Do you play enough?
Most people would say that they don’t, and the world of play advocates stands by to exhort: Hey! You need to play more, buddy! Get outside! Jump in a puddle! Snuggle up at home and do a puzzle! Play a game or start learning archery! Do anything besides work, binge senseless TV series and doom scroll.
The call to more play remains an enticing antidote in a culture that routinely devalues or often marginalizes play, particularly adult play. We have a bad habit of overworking and then narcotizing ourselves with anything desperately to recharge before the next onslaught of productivity. Sometimes, we even come home from work and work more to feel better about work. Even worse, in our go-go culture, we too often optimize our downtime around fast-casual dining, fast-casual media and fast-casual, drive-by relationships. Ugh.
If all work and no play makes Jack a dull boy, as the old saying advises, maybe no work and all play would be the way to go. If we played all the time and never worked, would we feel better? Would we be happier? The knee-jerk reaction seems to urge a full-throated YES. But really? Is play a utopia?
In his book, The Grasshopper, philosopher Bernard Suits sets up a conversation between Aesop’s grasshopper and the ants. As you may recall from the fable, the grasshopper fiddled and fooled around all summer while the ants labored. When the cold weather set in, the grasshopper had nothing and had to rely on but the generosity and largess of the hardworking ants. In Suits’ retelling, the ants offer the grasshopper food and shelter, but the hopper rebuffs them. He’d rather perish in the cold of winter than regret playing all summer or be in debt to the ants for future work. So, in this version of the parable, the grasshopper dies.
But doesn’t this skip over a truth—work can be deeply satisfying? Maybe there is another way of thinking about this.
The great British historian Arnold J. Toynbee once opined, “The supreme accomplishment is to blur the line between work and play.” He saw something important in civilizations that treated work as a form of joyful expression. Perhaps he never thought of it this way, but it seems he saw something significant in the idea that you should “Whistle while you work.”
Making work fun has long been a goal of management looking to juice more productivity from workers. For Toynbee, the idea wasn’t to sugarcoat unpleasant labor but to find joy in the work. And the only reason this sounds provocative is because we have this false dichotomy between play and work. As a culture and a worldview, we have embraced the idea that everyone is working for the weekend. Work sucks, but I need the bucks—presumably to spend at least some of that on something outside of work that is fun enough to make work tolerable.
This work/play dichotomy misses the much more obvious truth that there is such a thing as playful work, and certainly, there is serious play. Anyone who looks forward to their job understands that it comes with a sense of play. Anyone serious about play knows how much fun it is to get deep into what you are doing. When you think about work as purposeful making and play as a kind of embodied experience—as fun—then work and play enter a dance. Suddenly, it’s okay for work to be hard and challenging and difficult because the effort is connected to meaning. It is also okay for work to be very playful, creative, joyful and engaging.
Back to the question at hand. Would more play and less work always be the right choice?
At this point, you should have some questions about that question. If work was more like play and play embodied the meaningful-making aspects of work, what would it mean to play more and work less?
Before we answer that question, one more observation.
In general, play is self-modulating. That is, if we play too long, we get tired of playing. If we go on a beach vacation, eventually, we decide to get off the sand and eat dinner, read a book or go to bed. If we visit Disneyland and spend 12 hours in the park one day, the next day, we might feel pretty good about sleeping in a little bit because we’re tired. In that sense, play self-regulates or modulates because we recognize that the purpose of play is to feel joy and engage in meaning-making. It is challenging to play too much because we have to take a break to recharge our play batteries and enjoy playing. At the same time, work is not so self-regulated or modulated.
Cultural norms and our bank account constantly remind us that more work is better. It runs deep. America was founded by a bunch of Pilgrims who told us that “idle hands are the tools of the devil.” Even today, guys like Musk and Ramaswamy tell us that we should be working 80 hours a week or we are lazy. The entire capitalist system demodulates or deregulates us around work because it assumes that if work is good, more work is better. Notice here that the rhetoric is always around control and the premise that work and play are different things. It turns out the systems of power are most comfortable when play is separated from work and work is under management.
Put all this together, and you reach a workable answer to the question, “Is more play better?” If you don’t buy into the play/work dichotomy, the real question is simply one of balance. It follows then that you should always ask if your work is playful enough and if you are taking your play seriously enough! Beyond that, remember to introduce some of the self-regulation into your work life that you naturally have in play.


DIRECTIONS FOR THIS TASK: Determine how many lines below contain the word "accordion", then state only that figure.

SOURCE RECORDS:
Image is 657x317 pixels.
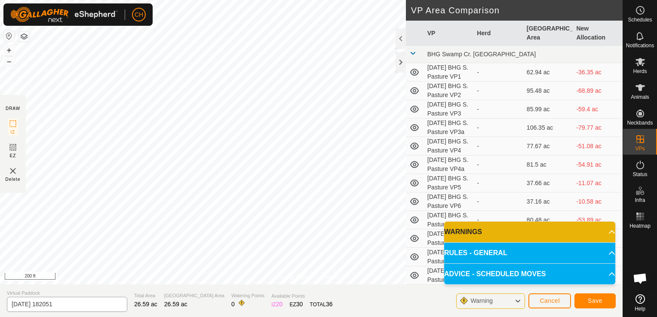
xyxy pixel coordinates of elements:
[573,21,623,46] th: New Allocation
[4,45,14,55] button: +
[523,211,573,230] td: 80.48 ac
[411,5,623,15] h2: VP Area Comparison
[135,10,143,19] span: CH
[424,137,474,156] td: [DATE] BHG S. Pasture VP4
[477,179,520,188] div: -
[326,301,333,308] span: 36
[276,301,283,308] span: 20
[231,301,235,308] span: 0
[444,264,616,285] p-accordion-header: ADVICE - SCHEDULED MOVES
[164,301,188,308] span: 26.59 ac
[19,31,29,42] button: Map Layers
[635,307,646,312] span: Help
[6,176,21,183] span: Delete
[523,193,573,211] td: 37.16 ac
[626,43,654,48] span: Notifications
[523,174,573,193] td: 37.66 ac
[477,123,520,132] div: -
[635,198,645,203] span: Infra
[10,7,118,22] img: Gallagher Logo
[10,153,16,159] span: EZ
[630,224,651,229] span: Heatmap
[444,269,546,280] span: ADVICE - SCHEDULED MOVES
[633,172,647,177] span: Status
[4,31,14,41] button: Reset Map
[277,274,310,281] a: Privacy Policy
[134,293,157,300] span: Total Area
[523,119,573,137] td: 106.35 ac
[477,105,520,114] div: -
[11,129,15,135] span: IZ
[231,293,265,300] span: Watering Points
[573,193,623,211] td: -10.58 ac
[271,300,283,309] div: IZ
[573,137,623,156] td: -51.08 ac
[444,248,508,259] span: RULES - GENERAL
[424,21,474,46] th: VP
[477,86,520,95] div: -
[635,146,645,151] span: VPs
[631,95,650,100] span: Animals
[540,298,560,305] span: Cancel
[523,63,573,82] td: 62.94 ac
[320,274,345,281] a: Contact Us
[424,211,474,230] td: [DATE] BHG S. Pasture VP6a
[628,266,653,292] div: Open chat
[271,293,333,300] span: Available Points
[477,216,520,225] div: -
[444,227,482,237] span: WARNINGS
[628,17,652,22] span: Schedules
[573,82,623,100] td: -68.89 ac
[424,230,474,248] td: [DATE] BHG S. Pasture VP7
[573,100,623,119] td: -59.4 ac
[529,294,571,309] button: Cancel
[633,69,647,74] span: Herds
[573,119,623,137] td: -79.77 ac
[7,290,127,297] span: Virtual Paddock
[523,21,573,46] th: [GEOGRAPHIC_DATA] Area
[444,243,616,264] p-accordion-header: RULES - GENERAL
[424,193,474,211] td: [DATE] BHG S. Pasture VP6
[424,174,474,193] td: [DATE] BHG S. Pasture VP5
[573,156,623,174] td: -54.91 ac
[523,82,573,100] td: 95.48 ac
[627,120,653,126] span: Neckbands
[424,285,474,304] td: [DATE] BHG S. Pasture VP9
[424,248,474,267] td: [DATE] BHG S. Pasture VP8
[164,293,225,300] span: [GEOGRAPHIC_DATA] Area
[134,301,157,308] span: 26.59 ac
[623,291,657,315] a: Help
[474,21,523,46] th: Herd
[523,156,573,174] td: 81.5 ac
[477,160,520,169] div: -
[477,68,520,77] div: -
[428,51,536,58] span: BHG Swamp Cr. [GEOGRAPHIC_DATA]
[573,211,623,230] td: -53.89 ac
[4,56,14,67] button: –
[424,156,474,174] td: [DATE] BHG S. Pasture VP4a
[575,294,616,309] button: Save
[296,301,303,308] span: 30
[588,298,603,305] span: Save
[523,137,573,156] td: 77.67 ac
[444,222,616,243] p-accordion-header: WARNINGS
[573,174,623,193] td: -11.07 ac
[573,63,623,82] td: -36.35 ac
[477,197,520,206] div: -
[424,267,474,285] td: [DATE] BHG S. Pasture VP8a
[8,166,18,176] img: VP
[424,63,474,82] td: [DATE] BHG S. Pasture VP1
[6,105,20,112] div: DRAW
[471,298,493,305] span: Warning
[424,82,474,100] td: [DATE] BHG S. Pasture VP2
[310,300,333,309] div: TOTAL
[523,100,573,119] td: 85.99 ac
[424,100,474,119] td: [DATE] BHG S. Pasture VP3
[424,119,474,137] td: [DATE] BHG S. Pasture VP3a
[289,300,303,309] div: EZ
[477,142,520,151] div: -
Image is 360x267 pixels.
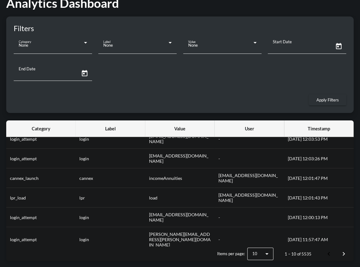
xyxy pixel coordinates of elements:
td: load [145,188,215,208]
span: Apply Filters [316,97,339,102]
td: login [76,208,145,227]
button: Apply Filters [309,94,346,105]
td: - [215,208,284,227]
span: None [103,43,113,48]
td: login [76,227,145,252]
td: [DATE] 12:03:26 PM [284,149,354,168]
td: - [215,149,284,168]
th: Value [145,120,215,138]
td: login_attempt [6,149,76,168]
span: 10 [252,251,257,256]
td: login_attempt [6,208,76,227]
button: Open calendar [77,66,92,81]
th: User [215,120,284,138]
td: [DATE] 12:00:13 PM [284,208,354,227]
span: None [188,43,198,48]
td: [EMAIL_ADDRESS][DOMAIN_NAME] [145,149,215,168]
td: login_attempt [6,129,76,149]
div: 1 – 10 of 5535 [285,251,311,256]
td: cannex [76,168,145,188]
td: - [215,129,284,149]
td: [DATE] 12:01:47 PM [284,168,354,188]
mat-label: End Date [19,66,35,71]
td: [EMAIL_ADDRESS][DOMAIN_NAME] [215,168,284,188]
td: lpr [76,188,145,208]
td: [EMAIL_ADDRESS][DOMAIN_NAME] [145,208,215,227]
th: Category [6,120,76,138]
td: [PERSON_NAME][EMAIL_ADDRESS][PERSON_NAME][DOMAIN_NAME] [145,227,215,252]
td: lpr_load [6,188,76,208]
h2: Filters [14,24,346,33]
td: login [76,149,145,168]
td: [EMAIL_ADDRESS][DOMAIN_NAME] [145,129,215,149]
td: [EMAIL_ADDRESS][DOMAIN_NAME] [215,188,284,208]
td: login_attempt [6,227,76,252]
th: Label [76,120,145,138]
mat-label: Start Date [273,39,292,44]
td: login [76,129,145,149]
td: - [215,227,284,252]
td: [DATE] 12:01:43 PM [284,188,354,208]
th: Timestamp [284,120,354,138]
button: Next page [336,246,351,261]
button: Open calendar [331,39,346,54]
td: [DATE] 12:03:53 PM [284,129,354,149]
span: None [19,43,28,48]
td: [DATE] 11:57:47 AM [284,227,354,252]
td: cannex_launch [6,168,76,188]
div: Items per page: [217,251,245,256]
td: incomeAnnuities [145,168,215,188]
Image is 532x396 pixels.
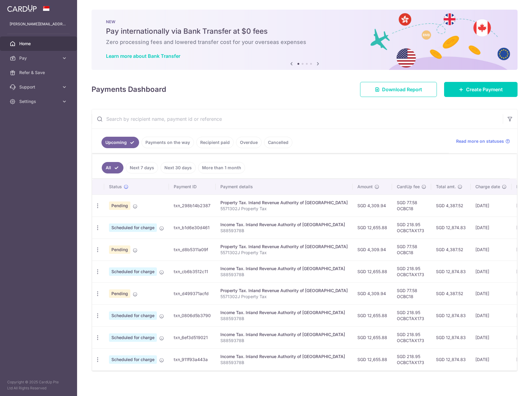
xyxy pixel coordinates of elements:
p: S8859378B [220,338,348,344]
td: [DATE] [471,282,512,304]
td: txn_d499371acfd [169,282,216,304]
span: Pending [109,202,131,210]
a: Payments on the way [141,137,194,148]
div: Property Tax. Inland Revenue Authority of [GEOGRAPHIC_DATA] [220,287,348,293]
td: SGD 4,309.94 [352,239,392,261]
img: CardUp [7,5,37,12]
td: SGD 77.58 OCBC18 [392,282,431,304]
span: Charge date [475,184,500,190]
span: Refer & Save [19,69,59,75]
p: [PERSON_NAME][EMAIL_ADDRESS][PERSON_NAME][DOMAIN_NAME] [10,21,67,27]
td: txn_6ef3d519021 [169,327,216,348]
span: Download Report [382,86,422,93]
span: CardUp fee [397,184,419,190]
td: SGD 12,874.83 [431,327,471,348]
td: SGD 12,874.83 [431,261,471,282]
a: Cancelled [264,137,292,148]
td: SGD 12,874.83 [431,348,471,370]
div: Income Tax. Inland Revenue Authority of [GEOGRAPHIC_DATA] [220,222,348,228]
td: SGD 4,387.52 [431,239,471,261]
td: SGD 218.95 OCBCTAX173 [392,304,431,327]
td: SGD 12,655.88 [352,348,392,370]
div: Income Tax. Inland Revenue Authority of [GEOGRAPHIC_DATA] [220,332,348,338]
span: Create Payment [466,86,503,93]
p: NEW [106,19,503,24]
th: Payment ID [169,179,216,194]
a: Learn more about Bank Transfer [106,53,180,59]
p: S8859378B [220,271,348,277]
td: SGD 12,874.83 [431,216,471,239]
a: Create Payment [444,82,518,97]
p: 5571302J Property Tax [220,293,348,299]
td: [DATE] [471,194,512,216]
span: Amount [357,184,373,190]
td: SGD 218.95 OCBCTAX173 [392,216,431,239]
a: More than 1 month [198,162,245,174]
span: Home [19,40,59,46]
span: Settings [19,98,59,104]
span: Pay [19,55,59,61]
a: Next 30 days [161,162,196,174]
td: [DATE] [471,239,512,261]
a: Recipient paid [196,137,234,148]
span: Scheduled for charge [109,311,157,320]
span: Pending [109,245,131,254]
p: 5571302J Property Tax [220,250,348,256]
td: SGD 12,874.83 [431,304,471,327]
p: S8859378B [220,359,348,365]
td: SGD 218.95 OCBCTAX173 [392,327,431,348]
td: SGD 77.58 OCBC18 [392,194,431,216]
td: SGD 218.95 OCBCTAX173 [392,261,431,282]
td: [DATE] [471,348,512,370]
td: [DATE] [471,261,512,282]
th: Payment details [216,179,352,194]
td: SGD 12,655.88 [352,261,392,282]
a: Upcoming [102,137,139,148]
span: Read more on statuses [456,138,504,144]
td: txn_298b14b2387 [169,194,216,216]
td: SGD 12,655.88 [352,216,392,239]
h4: Payments Dashboard [92,84,166,95]
td: txn_0806d5b3790 [169,304,216,327]
td: txn_cb6b3512c11 [169,261,216,282]
span: Scheduled for charge [109,333,157,342]
td: SGD 77.58 OCBC18 [392,239,431,261]
p: S8859378B [220,228,348,234]
td: SGD 4,387.52 [431,194,471,216]
td: [DATE] [471,327,512,348]
a: All [102,162,123,174]
p: S8859378B [220,316,348,322]
td: txn_b1d6e30d461 [169,216,216,239]
a: Download Report [360,82,437,97]
span: Pending [109,289,131,298]
a: Overdue [236,137,262,148]
p: 5571302J Property Tax [220,205,348,212]
span: Scheduled for charge [109,223,157,232]
div: Income Tax. Inland Revenue Authority of [GEOGRAPHIC_DATA] [220,310,348,316]
span: Scheduled for charge [109,267,157,276]
div: Income Tax. Inland Revenue Authority of [GEOGRAPHIC_DATA] [220,265,348,271]
span: Support [19,84,59,90]
div: Income Tax. Inland Revenue Authority of [GEOGRAPHIC_DATA] [220,353,348,359]
td: SGD 4,387.52 [431,282,471,304]
td: txn_d8b5311a09f [169,239,216,261]
td: txn_911f93a443a [169,348,216,370]
h6: Zero processing fees and lowered transfer cost for your overseas expenses [106,39,503,46]
a: Next 7 days [126,162,158,174]
span: Scheduled for charge [109,355,157,364]
span: Total amt. [436,184,456,190]
h5: Pay internationally via Bank Transfer at $0 fees [106,27,503,36]
td: SGD 4,309.94 [352,282,392,304]
td: [DATE] [471,216,512,239]
td: SGD 218.95 OCBCTAX173 [392,348,431,370]
span: Status [109,184,122,190]
td: SGD 4,309.94 [352,194,392,216]
input: Search by recipient name, payment id or reference [92,109,503,128]
div: Property Tax. Inland Revenue Authority of [GEOGRAPHIC_DATA] [220,244,348,250]
a: Read more on statuses [456,138,510,144]
td: SGD 12,655.88 [352,327,392,348]
td: SGD 12,655.88 [352,304,392,327]
img: Bank transfer banner [92,10,518,70]
div: Property Tax. Inland Revenue Authority of [GEOGRAPHIC_DATA] [220,199,348,205]
td: [DATE] [471,304,512,327]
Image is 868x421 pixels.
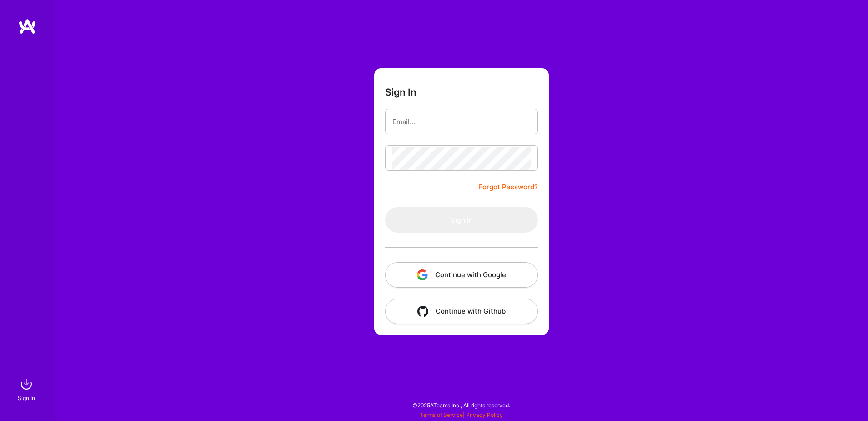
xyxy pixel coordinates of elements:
[479,182,537,192] a: Forgot Password?
[18,393,35,402] div: Sign In
[385,299,537,324] button: Continue with Github
[417,306,428,316] img: icon
[19,375,36,402] a: sign inSign In
[420,411,502,418] span: |
[420,411,463,418] a: Terms of Service
[417,269,428,280] img: icon
[54,393,868,416] div: © 2025 ATeams Inc., All rights reserved.
[466,411,502,418] a: Privacy Policy
[392,110,530,133] input: Email...
[17,375,36,393] img: sign in
[18,18,36,35] img: logo
[385,207,537,233] button: Sign In
[385,87,417,98] h3: Sign In
[385,262,537,287] button: Continue with Google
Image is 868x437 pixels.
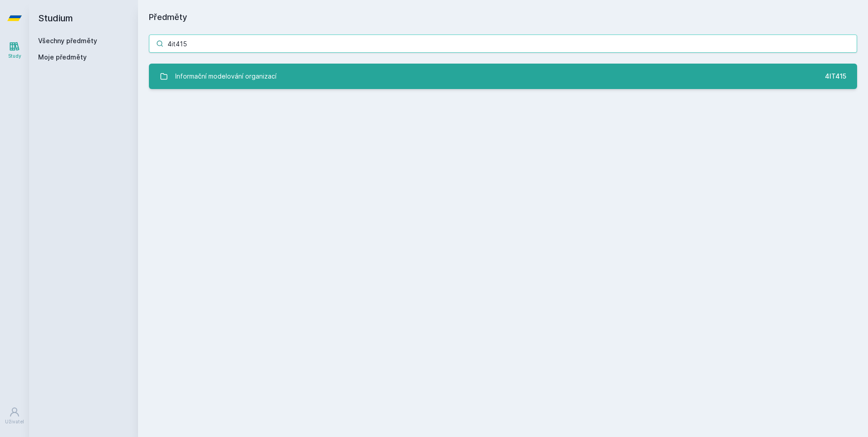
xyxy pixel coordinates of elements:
[2,402,28,429] a: Uživatel
[175,67,276,86] div: Informační modelování organizací
[149,11,857,23] h1: Předměty
[5,418,24,425] div: Uživatel
[2,36,28,64] a: Study
[825,72,846,81] div: 4IT415
[38,53,86,61] span: Moje předměty
[38,37,97,45] a: Všechny předměty
[8,53,22,60] div: Study
[149,35,857,53] input: Název nebo ident předmětu…
[149,64,857,89] a: Informační modelování organizací 4IT415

WRITTEN SOLUTION: 3